Pen & Ink
Reviews
Erik Larson is a distinctive voice in the nonfiction genre, seamlessly weaving narrative with history and creating a factual recounting of events that reads with the grip and flow of a novel. Larson’s impeccable, in-depth research not only draws the lines for history, but it fills the lines in with brilliant colour. Thunderstruck is no different as Larson takes the reader to the early twentieth century, to London, America, Canada, and aboard the SS Montrose.
Thunderstruck melds together the tales of two seemingly unrelated historical figures: Guglielmo Marconi, the inventor of the wireless telegraph, and Dr. Hawley Crippen, a mild-mannered homeopath. Marconi was an entrepreneur and self-taught inventor ahead of his time, maniacally obsessed with his work and selfishly self-absorbed. Crippen was an unassuming, shy, sympathetic man married to a flamboyant and unfaithful woman. When his wife disappears, he flees London with his young mistress, sparking one of the most highly publicized murder investigations of the century.
The technical aspects of the wireless telegraph bogs down the narrative, and this tale is not as balanced between fact and intrigue as Larson’s previous works. The tale was filled with numerous tangents and digressions and a subplot that could have been handled with a few paragraphs. That being said, Larson builds the narrative—sometimes ploddingly, but always steadily—and sets the stage, drawing the reader ever closer to the “meeting” of these two historical figures in a race across the Atlantic. The “meeting” is a case of how new technology was used in resolving a murder case, and how a murder case proved this new technology’s worth. The last one hundred pages detailing the murder and subsequent chase—with Marconi’s technology providing the enthralled public a bird’s eye view—were riveting and read with the pace of a thriller.
Erik Larson has skillfully paired the story of the invention of wireless technology with a gruesome and suspenseful murder mystery. At its heart, Thunderstruck is a study in human nature, and while the tale has its weaknesses, it is still a compelling read from one of the most talented voices in the genre.
Recommended for fans of historical nonfiction, particularly nonfiction focused on scientific invention and/or murder cases.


▶ _PROBLEM REQUIREMENTS_:
Pick every line with "capital" from the material below.

=======

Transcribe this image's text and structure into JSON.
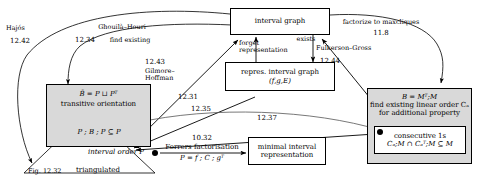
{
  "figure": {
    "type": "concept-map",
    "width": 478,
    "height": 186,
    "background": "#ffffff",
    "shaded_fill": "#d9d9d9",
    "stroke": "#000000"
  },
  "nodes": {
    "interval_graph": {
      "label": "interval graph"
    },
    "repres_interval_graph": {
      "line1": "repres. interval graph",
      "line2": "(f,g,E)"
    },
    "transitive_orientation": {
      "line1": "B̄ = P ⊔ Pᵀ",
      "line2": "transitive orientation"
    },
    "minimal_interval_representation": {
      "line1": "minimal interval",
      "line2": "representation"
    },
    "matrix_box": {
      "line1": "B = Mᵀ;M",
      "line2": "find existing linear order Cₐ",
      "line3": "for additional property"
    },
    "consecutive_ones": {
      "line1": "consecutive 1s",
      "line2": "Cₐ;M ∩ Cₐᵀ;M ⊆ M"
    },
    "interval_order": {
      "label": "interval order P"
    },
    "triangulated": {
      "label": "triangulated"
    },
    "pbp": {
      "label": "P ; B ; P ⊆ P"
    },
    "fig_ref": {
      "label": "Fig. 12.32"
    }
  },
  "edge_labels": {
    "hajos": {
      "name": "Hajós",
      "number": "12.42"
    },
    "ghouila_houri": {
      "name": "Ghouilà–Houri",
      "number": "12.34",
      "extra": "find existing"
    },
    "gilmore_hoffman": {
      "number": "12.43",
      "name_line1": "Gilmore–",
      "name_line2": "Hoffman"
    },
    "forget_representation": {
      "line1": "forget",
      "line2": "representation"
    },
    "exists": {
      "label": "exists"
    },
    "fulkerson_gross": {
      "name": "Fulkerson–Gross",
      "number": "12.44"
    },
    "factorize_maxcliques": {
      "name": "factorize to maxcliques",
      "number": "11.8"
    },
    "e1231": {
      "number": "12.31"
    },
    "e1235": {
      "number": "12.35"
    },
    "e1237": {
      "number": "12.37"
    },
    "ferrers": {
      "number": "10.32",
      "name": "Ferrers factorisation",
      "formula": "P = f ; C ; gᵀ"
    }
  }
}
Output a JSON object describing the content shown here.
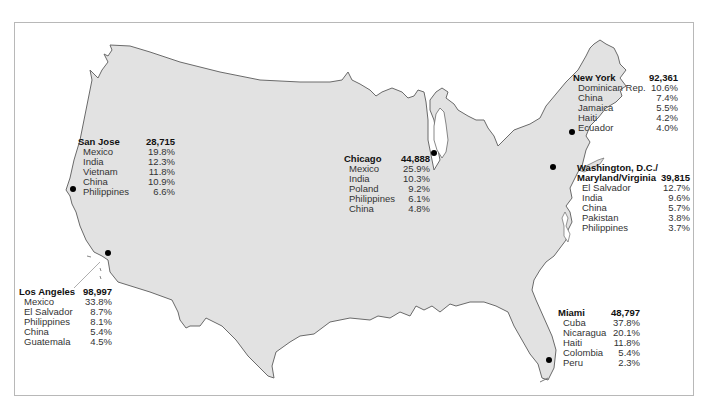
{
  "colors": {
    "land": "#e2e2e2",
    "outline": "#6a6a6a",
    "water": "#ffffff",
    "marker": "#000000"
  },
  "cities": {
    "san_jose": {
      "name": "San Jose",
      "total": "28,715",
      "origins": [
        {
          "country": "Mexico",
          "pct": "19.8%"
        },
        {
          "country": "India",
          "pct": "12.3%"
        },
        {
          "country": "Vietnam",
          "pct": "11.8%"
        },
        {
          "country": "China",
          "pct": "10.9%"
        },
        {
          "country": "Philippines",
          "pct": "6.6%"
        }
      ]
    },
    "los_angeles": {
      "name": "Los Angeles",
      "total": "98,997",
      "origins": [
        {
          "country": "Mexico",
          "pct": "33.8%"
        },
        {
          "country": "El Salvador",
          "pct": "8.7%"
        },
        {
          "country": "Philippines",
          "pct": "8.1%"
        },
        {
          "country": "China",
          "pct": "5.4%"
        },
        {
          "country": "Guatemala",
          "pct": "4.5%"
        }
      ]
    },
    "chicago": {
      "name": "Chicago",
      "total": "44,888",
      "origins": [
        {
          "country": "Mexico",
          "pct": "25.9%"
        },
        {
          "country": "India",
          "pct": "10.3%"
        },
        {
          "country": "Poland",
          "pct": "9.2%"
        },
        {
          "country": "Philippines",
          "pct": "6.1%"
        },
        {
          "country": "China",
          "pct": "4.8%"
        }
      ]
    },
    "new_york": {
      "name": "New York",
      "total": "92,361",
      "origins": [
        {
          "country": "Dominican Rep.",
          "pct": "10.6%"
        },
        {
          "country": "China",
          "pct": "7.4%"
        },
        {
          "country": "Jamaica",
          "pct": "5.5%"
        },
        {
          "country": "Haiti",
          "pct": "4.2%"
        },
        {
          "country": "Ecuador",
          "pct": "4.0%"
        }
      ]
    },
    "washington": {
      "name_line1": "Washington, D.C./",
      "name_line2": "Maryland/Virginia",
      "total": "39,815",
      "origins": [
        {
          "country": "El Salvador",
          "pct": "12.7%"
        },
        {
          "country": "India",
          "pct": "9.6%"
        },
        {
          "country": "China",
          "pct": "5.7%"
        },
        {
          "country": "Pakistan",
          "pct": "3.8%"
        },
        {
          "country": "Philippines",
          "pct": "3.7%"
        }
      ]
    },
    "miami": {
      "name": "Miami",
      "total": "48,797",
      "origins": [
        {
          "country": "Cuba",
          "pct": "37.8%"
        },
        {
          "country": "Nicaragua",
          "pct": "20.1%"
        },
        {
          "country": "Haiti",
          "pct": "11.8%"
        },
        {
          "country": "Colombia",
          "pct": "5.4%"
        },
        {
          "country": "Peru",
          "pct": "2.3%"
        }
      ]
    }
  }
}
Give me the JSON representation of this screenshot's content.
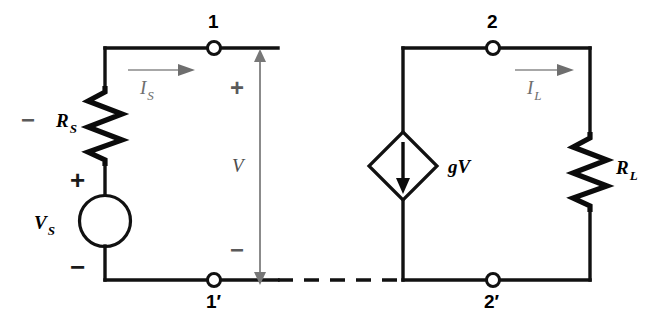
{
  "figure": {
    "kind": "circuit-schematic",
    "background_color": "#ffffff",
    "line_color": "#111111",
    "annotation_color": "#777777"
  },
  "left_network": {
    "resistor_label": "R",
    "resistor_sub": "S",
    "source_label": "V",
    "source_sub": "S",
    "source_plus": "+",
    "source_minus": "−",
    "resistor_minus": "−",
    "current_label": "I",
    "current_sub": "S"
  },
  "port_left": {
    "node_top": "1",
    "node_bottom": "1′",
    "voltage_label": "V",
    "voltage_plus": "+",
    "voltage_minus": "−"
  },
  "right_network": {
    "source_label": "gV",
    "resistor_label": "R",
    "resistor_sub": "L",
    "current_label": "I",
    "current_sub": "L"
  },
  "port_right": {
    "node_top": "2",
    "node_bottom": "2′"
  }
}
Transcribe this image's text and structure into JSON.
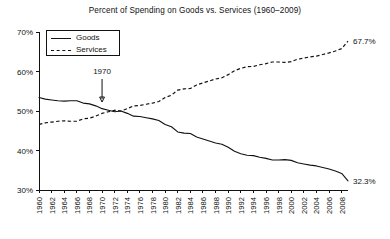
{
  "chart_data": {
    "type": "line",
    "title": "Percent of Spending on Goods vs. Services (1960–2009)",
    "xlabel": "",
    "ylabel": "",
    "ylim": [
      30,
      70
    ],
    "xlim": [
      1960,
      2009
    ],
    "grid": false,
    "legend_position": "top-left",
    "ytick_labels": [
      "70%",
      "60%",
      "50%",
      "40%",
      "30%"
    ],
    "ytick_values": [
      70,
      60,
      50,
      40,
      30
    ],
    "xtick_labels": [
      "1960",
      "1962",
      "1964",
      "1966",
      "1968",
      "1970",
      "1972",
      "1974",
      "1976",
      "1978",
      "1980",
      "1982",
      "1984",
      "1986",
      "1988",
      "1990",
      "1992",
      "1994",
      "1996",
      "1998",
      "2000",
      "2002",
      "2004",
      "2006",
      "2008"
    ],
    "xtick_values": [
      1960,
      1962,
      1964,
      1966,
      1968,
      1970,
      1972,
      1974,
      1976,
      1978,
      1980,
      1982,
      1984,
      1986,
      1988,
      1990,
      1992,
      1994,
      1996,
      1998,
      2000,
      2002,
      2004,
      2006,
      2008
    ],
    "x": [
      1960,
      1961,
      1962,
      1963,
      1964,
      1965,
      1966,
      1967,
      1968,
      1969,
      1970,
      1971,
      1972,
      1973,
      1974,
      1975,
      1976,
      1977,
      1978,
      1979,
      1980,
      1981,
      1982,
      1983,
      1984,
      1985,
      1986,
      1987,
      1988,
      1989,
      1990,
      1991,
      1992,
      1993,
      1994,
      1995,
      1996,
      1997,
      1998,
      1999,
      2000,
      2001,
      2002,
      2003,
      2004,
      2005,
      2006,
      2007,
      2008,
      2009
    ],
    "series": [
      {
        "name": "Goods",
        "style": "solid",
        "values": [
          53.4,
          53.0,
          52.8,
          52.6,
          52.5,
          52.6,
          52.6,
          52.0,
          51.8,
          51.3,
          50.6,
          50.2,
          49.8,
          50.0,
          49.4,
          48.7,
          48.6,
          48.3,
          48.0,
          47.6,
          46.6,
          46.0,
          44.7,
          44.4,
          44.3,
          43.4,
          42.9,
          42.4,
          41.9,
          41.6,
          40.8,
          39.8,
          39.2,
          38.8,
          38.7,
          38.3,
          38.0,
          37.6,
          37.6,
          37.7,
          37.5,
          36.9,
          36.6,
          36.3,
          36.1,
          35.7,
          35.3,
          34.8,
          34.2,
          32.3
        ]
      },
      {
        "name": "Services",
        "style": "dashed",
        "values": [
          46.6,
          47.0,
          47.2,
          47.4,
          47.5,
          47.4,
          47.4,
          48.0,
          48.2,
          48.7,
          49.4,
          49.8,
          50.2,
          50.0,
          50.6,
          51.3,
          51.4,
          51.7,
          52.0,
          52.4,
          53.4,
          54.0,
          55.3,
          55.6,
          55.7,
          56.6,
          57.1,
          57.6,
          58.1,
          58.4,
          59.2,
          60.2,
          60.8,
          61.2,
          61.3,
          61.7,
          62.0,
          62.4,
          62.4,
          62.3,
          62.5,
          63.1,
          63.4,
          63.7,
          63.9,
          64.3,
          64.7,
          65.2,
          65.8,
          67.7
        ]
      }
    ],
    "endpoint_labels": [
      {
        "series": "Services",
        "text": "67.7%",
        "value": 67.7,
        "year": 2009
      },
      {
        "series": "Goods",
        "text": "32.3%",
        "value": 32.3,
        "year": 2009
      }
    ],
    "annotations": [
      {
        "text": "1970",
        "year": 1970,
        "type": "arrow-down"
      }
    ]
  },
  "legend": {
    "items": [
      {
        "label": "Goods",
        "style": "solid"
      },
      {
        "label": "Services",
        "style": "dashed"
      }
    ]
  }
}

=======

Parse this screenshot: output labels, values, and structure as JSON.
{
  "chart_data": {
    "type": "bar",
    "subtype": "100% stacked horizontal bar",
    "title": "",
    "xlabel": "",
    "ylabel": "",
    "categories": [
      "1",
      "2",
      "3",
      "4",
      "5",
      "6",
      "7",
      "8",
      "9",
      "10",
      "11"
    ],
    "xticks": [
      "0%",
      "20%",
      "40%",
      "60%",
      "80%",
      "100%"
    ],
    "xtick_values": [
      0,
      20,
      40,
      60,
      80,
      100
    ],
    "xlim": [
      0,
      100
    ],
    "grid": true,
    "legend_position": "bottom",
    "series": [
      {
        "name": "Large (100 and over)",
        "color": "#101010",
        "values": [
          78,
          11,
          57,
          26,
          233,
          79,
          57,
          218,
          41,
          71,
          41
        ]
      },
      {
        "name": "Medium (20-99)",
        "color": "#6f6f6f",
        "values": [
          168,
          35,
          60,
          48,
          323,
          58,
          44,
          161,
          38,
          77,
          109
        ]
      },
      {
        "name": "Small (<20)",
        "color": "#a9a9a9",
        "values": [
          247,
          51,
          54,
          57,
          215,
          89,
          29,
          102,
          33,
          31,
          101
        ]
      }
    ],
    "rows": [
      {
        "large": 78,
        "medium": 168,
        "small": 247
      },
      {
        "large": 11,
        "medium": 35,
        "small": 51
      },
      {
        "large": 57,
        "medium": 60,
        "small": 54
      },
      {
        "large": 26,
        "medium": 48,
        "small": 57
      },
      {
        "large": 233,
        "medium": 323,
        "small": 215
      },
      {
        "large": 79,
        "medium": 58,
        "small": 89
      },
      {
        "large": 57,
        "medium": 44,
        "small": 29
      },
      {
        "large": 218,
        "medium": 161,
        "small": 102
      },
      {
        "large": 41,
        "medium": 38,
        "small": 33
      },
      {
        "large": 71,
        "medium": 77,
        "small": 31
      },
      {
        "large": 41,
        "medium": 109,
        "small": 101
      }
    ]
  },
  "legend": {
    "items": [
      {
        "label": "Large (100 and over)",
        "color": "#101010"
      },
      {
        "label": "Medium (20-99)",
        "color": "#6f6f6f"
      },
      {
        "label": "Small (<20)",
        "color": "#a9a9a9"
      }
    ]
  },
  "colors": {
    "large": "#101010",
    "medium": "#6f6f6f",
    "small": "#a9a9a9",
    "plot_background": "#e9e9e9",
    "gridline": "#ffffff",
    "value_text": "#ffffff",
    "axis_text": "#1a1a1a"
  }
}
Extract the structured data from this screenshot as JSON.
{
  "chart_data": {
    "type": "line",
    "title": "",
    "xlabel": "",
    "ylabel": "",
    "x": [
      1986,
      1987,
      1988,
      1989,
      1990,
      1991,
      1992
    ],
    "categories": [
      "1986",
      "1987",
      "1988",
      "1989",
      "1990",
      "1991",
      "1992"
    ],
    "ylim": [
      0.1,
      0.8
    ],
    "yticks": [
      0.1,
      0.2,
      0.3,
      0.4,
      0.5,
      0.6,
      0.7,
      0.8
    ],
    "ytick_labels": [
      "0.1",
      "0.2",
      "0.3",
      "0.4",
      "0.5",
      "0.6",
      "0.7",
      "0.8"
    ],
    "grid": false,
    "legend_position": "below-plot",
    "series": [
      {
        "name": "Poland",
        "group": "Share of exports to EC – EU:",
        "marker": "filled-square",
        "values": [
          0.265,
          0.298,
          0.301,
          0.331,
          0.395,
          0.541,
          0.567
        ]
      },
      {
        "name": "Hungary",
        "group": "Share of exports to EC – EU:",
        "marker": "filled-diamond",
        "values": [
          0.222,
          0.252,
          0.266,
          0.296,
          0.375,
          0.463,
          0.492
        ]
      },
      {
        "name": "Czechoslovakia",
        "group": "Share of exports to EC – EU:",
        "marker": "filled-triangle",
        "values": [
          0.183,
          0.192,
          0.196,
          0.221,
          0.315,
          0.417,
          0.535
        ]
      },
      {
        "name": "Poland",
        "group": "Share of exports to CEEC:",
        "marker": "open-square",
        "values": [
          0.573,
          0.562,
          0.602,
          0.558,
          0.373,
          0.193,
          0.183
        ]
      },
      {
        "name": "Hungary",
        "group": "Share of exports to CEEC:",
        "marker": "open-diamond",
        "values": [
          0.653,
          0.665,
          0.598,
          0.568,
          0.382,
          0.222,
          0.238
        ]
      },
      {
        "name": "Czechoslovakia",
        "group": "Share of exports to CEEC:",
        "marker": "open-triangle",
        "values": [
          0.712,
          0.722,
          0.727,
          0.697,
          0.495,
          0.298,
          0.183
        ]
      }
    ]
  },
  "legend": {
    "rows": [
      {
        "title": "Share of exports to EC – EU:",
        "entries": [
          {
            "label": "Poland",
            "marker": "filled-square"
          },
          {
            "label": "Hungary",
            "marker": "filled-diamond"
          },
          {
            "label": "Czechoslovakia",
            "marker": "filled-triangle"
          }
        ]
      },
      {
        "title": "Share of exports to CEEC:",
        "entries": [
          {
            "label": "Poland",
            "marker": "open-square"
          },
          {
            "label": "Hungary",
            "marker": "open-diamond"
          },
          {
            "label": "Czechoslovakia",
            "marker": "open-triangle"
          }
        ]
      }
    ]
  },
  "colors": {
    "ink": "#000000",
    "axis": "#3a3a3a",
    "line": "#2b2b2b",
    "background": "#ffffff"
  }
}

=======

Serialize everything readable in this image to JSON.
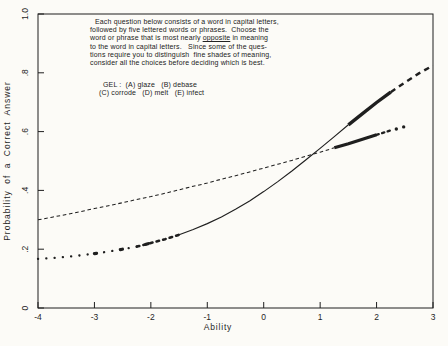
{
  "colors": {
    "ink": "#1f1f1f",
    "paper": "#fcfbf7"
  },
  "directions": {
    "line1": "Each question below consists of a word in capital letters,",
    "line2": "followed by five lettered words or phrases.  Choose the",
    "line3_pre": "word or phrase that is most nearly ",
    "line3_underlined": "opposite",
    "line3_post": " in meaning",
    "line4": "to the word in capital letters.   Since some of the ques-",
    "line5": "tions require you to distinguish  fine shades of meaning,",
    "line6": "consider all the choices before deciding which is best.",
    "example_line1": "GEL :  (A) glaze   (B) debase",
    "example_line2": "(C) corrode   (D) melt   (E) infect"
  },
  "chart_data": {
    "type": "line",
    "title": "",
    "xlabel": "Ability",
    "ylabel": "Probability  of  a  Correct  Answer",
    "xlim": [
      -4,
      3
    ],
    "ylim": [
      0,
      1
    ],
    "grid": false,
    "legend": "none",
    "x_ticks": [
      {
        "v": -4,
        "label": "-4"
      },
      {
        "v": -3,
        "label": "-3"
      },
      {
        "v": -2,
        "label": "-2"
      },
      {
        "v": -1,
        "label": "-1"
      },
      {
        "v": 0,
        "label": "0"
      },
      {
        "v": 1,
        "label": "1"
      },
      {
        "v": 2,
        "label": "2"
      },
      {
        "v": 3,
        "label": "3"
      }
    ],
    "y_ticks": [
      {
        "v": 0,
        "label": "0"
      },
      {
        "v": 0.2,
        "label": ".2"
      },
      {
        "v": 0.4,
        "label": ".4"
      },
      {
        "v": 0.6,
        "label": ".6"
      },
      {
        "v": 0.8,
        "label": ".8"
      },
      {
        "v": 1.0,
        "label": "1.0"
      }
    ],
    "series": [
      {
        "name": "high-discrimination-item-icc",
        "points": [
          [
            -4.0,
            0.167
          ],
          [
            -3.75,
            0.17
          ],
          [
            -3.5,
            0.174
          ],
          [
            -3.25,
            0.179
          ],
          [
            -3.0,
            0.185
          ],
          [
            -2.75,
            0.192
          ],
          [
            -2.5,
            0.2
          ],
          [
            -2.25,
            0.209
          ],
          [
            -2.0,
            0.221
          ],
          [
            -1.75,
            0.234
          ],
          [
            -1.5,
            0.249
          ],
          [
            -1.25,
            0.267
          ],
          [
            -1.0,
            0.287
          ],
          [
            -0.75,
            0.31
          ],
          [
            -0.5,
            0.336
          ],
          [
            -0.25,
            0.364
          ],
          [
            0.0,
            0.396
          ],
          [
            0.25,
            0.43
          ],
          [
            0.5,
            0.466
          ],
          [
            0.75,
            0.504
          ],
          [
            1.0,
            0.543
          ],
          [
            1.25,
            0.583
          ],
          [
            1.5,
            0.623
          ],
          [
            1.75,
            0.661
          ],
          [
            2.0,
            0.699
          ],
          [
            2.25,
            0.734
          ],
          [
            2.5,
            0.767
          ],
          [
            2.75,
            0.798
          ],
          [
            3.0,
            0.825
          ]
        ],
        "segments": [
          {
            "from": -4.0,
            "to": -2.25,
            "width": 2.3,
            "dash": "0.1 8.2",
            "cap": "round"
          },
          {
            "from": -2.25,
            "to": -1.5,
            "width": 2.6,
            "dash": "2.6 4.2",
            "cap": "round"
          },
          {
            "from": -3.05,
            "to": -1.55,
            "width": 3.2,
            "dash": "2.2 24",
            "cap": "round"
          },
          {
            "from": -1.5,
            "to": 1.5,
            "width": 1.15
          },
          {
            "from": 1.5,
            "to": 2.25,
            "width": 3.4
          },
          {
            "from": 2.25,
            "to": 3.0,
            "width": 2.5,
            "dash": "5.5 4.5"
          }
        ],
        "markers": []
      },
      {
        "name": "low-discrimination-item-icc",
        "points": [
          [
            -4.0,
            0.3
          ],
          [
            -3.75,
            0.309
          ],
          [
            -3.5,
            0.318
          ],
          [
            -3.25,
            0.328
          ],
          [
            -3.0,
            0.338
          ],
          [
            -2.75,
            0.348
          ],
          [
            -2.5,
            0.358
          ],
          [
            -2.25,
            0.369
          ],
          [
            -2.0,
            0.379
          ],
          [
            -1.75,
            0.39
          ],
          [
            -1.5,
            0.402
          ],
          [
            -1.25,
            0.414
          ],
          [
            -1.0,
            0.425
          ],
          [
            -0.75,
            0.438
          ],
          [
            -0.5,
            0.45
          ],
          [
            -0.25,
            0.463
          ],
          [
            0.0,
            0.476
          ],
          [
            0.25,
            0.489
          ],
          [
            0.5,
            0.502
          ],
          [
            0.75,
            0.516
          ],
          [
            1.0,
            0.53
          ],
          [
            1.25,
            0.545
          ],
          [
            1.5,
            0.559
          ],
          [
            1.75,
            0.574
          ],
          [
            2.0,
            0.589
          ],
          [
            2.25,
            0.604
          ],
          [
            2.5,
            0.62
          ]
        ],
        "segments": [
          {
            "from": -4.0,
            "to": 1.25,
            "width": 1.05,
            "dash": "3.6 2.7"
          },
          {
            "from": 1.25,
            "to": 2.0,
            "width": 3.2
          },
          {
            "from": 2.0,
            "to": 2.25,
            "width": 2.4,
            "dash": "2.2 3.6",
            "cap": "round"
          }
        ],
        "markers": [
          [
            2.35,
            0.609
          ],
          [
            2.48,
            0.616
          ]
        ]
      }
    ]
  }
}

=======

▶ _RESPONSE BOX_:
    "line1": "Each question below consists of a word in capital letters,",
    "line4": "to the word in capital letters.   Since some of the ques-",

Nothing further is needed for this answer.